How does the local path reference work in GitHub Actions workflow files?

I keep running into this syntax in GitHub workflow configurations:

steps:
  - name: Execute local action
    uses: ./

I’m trying to understand what this local directory reference actually does when specified in a workflow step. I’ve noticed it appears in several repositories I’ve been looking at, but I can’t find clear documentation explaining its purpose. Does this make the workflow use an action that’s stored in the same repository? How is this different from referencing external actions from the marketplace? Any clarification would be really helpful since I’m working on setting up my own workflows.

The ./ reference points to a custom action in your own repository. GitHub Actions looks for an action.yml or action.yaml file in your root directory that defines the action’s metadata, inputs, outputs, and how it runs. It’s particularly useful for reusable logic that’s specific to your project but not intended for the marketplace. I’ve utilized this for multi-step deployment processes needed across different workflows in the same repository, which were too specific to share publicly. In contrast to marketplace actions, local actions remain private to your repository and are version-controlled alongside your code. Additionally, actions can be referenced from subdirectories using ./path/to/action if you have multiple custom actions organized in folders.

the ./ symbol makes github actions use your repo’s action definition instead of fetching from the marketplace. it’s really great for keeping things straightforward without needing to publish anything.

Yeah, that ./ syntax runs custom actions stored in your repo. The workflow looks for an action.yml file in your root directory to know what to execute.

But here’s the problem - GitHub Actions workflows get messy quick, especially with multiple repos or complex deployments. I’ve dealt with dozens of custom actions scattered everywhere, and keeping them synced was a total nightmare.

I moved our CI/CD to Latenode instead. Rather than fighting YAML files and dependencies, I built workflows that trigger GitHub Actions when needed but handle way more complex stuff. Things like auto-syncing custom actions across repos, managing environment-specific deployments, and monitoring failures to auto-retry or alert teams.

Latenode integrates with GitHub’s API to manage actions programmatically. No more manually copying action.yml files between projects or dealing with version conflicts.

If you’re just starting with workflows, consider this approach early. It’ll save you major headaches later.

Check it out: https://latenode.com

This approach is a game-changer for iterative development. With ./, you can test changes instantly instead of going through the whole publish-test cycle that marketplace actions require. The workflow runner basically uses your repo as both source code and action provider at the same time. Heads up - the action.yml file structure isn’t like regular workflow files. You need specific metadata: name, description, and runs configuration. Local actions also get more direct access to repository context than external ones. Perfect when you need to read config files or analyze your codebase during workflow runs.

When you use uses: ./ in a workflow step, GitHub Actions runs the action from your repo’s root directory. You’ll need an action.yml or action.yaml file there to define the configuration. I really like this for building composite actions - you can bundle multiple steps into one reusable piece. The big win over marketplace actions? No publishing needed. Changes show up instantly in your workflows, and they load faster since there’s no external dependency to resolve. Just remember that local actions inherit your workflow’s permissions and environment, which is handy but worth considering for security.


| WORK ORDER |
For the data below, please report each line where the word "cloud" is found.

Records from a data source:

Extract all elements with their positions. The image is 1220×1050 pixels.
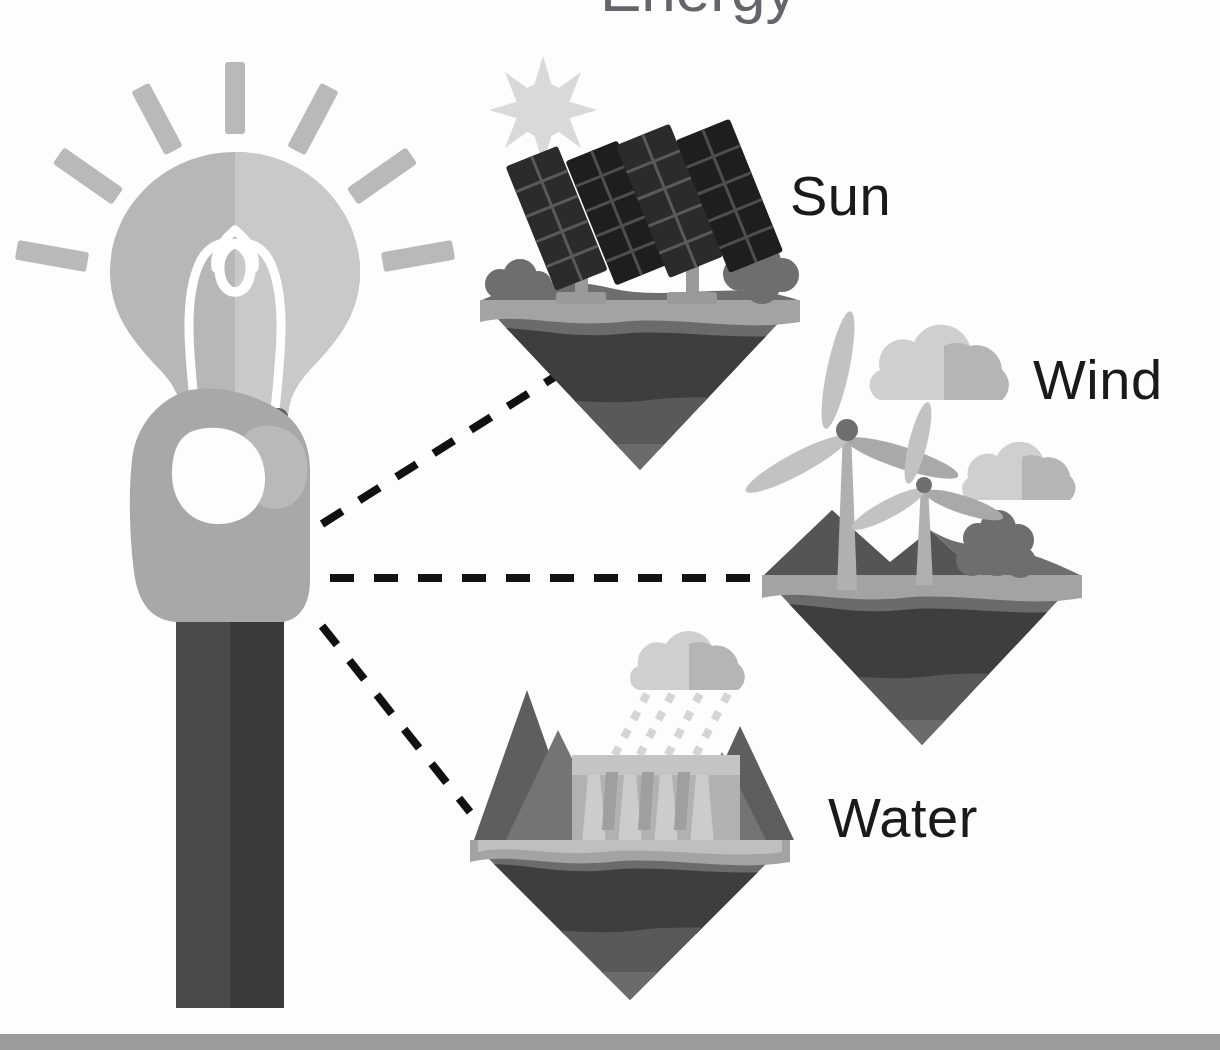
cloud-large — [870, 325, 1009, 400]
soil-layer-low-water — [460, 972, 800, 1012]
rain-cloud — [630, 631, 745, 690]
soil-layer-mid-water — [460, 927, 800, 978]
bulb-glass-right — [235, 152, 360, 420]
infographic-canvas: Energy — [0, 0, 1220, 1050]
node-sun[interactable] — [470, 56, 810, 484]
island-water — [460, 690, 800, 1012]
rain-drops — [612, 694, 728, 760]
soil-layer-dark — [470, 328, 810, 404]
connector-to-water — [322, 626, 470, 812]
turbine-tower-2 — [916, 485, 933, 585]
soil-layer-mid — [470, 397, 810, 450]
soil-layer-low-wind — [752, 720, 1092, 760]
island-sun — [470, 282, 810, 484]
soil-layer-dark-wind — [752, 604, 1092, 680]
label-sun: Sun — [790, 168, 891, 224]
sleeve-right — [230, 598, 284, 1008]
soil-layer-dark-water — [460, 864, 800, 934]
energy-sources-illustration — [0, 0, 1220, 1050]
turbine-tower-1 — [837, 430, 857, 590]
node-water[interactable] — [460, 631, 800, 1012]
label-water: Water — [828, 790, 978, 846]
wrist — [176, 596, 284, 610]
label-wind: Wind — [1033, 352, 1163, 408]
cloud-small — [962, 442, 1075, 500]
bottom-bar — [0, 1034, 1220, 1050]
dam-crest — [572, 755, 740, 775]
sun-icon — [489, 56, 597, 164]
soil-layer-mid-wind — [752, 673, 1092, 726]
connector-to-sun — [322, 376, 556, 524]
hand-holding-bulb — [130, 388, 310, 1008]
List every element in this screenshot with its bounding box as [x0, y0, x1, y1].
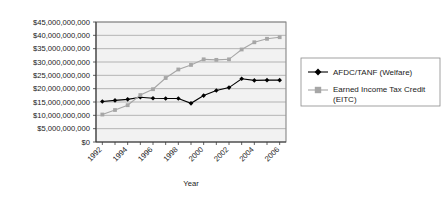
x-axis-title: Year [183, 179, 199, 188]
square-marker-icon [240, 48, 244, 52]
chart-legend: AFDC/TANF (Welfare) Earned Income Tax Cr… [301, 58, 440, 106]
x-tick-label: 2004 [237, 145, 255, 163]
y-tick-label: $35,000,000,000 [33, 44, 90, 53]
legend-label-eitc-line1: Earned Income Tax Credit [333, 85, 426, 94]
square-marker-icon [227, 57, 231, 61]
legend-label-eitc-line2: (EITC) [333, 95, 357, 104]
legend-box [301, 58, 440, 106]
square-marker-icon [126, 103, 130, 107]
square-marker-icon [100, 113, 104, 117]
y-axis-labels: $45,000,000,000$40,000,000,000$35,000,00… [33, 18, 90, 147]
square-marker-icon [202, 57, 206, 61]
y-tick-label: $0 [82, 138, 90, 147]
square-marker-icon [176, 68, 180, 72]
x-tick-label: 1998 [161, 145, 179, 163]
line-chart: $45,000,000,000$40,000,000,000$35,000,00… [0, 0, 448, 216]
square-marker-icon [138, 93, 142, 97]
legend-label-afdc-tanf: AFDC/TANF (Welfare) [333, 68, 413, 77]
plot-area [96, 22, 286, 142]
square-marker-icon [278, 35, 282, 39]
x-tick-label: 2000 [187, 145, 205, 163]
square-marker-icon [252, 40, 256, 44]
square-marker-icon [315, 87, 321, 93]
x-axis-labels: 19921994199619982000200220042006 [85, 145, 281, 163]
y-tick-label: $25,000,000,000 [33, 71, 90, 80]
square-marker-icon [214, 58, 218, 62]
y-tick-label: $15,000,000,000 [33, 98, 90, 107]
x-tick-label: 2002 [212, 145, 230, 163]
square-marker-icon [164, 76, 168, 80]
chart-container: $45,000,000,000$40,000,000,000$35,000,00… [0, 0, 448, 216]
x-tick-label: 1992 [85, 145, 103, 163]
y-tick-label: $20,000,000,000 [33, 84, 90, 93]
x-tick-label: 1994 [111, 145, 129, 163]
square-marker-icon [265, 37, 269, 41]
y-tick-label: $40,000,000,000 [33, 31, 90, 40]
square-marker-icon [189, 63, 193, 67]
x-tick-label: 1996 [136, 145, 154, 163]
square-marker-icon [113, 108, 117, 112]
y-tick-label: $5,000,000,000 [37, 124, 90, 133]
square-marker-icon [151, 87, 155, 91]
y-tick-label: $45,000,000,000 [33, 18, 90, 27]
y-tick-label: $30,000,000,000 [33, 58, 90, 67]
x-tick-label: 2006 [263, 145, 281, 163]
y-tick-label: $10,000,000,000 [33, 111, 90, 120]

| RESPONSE |
cloud-large — [870, 325, 1009, 400]
rain-cloud — [630, 631, 745, 690]
cloud-small — [962, 442, 1075, 500]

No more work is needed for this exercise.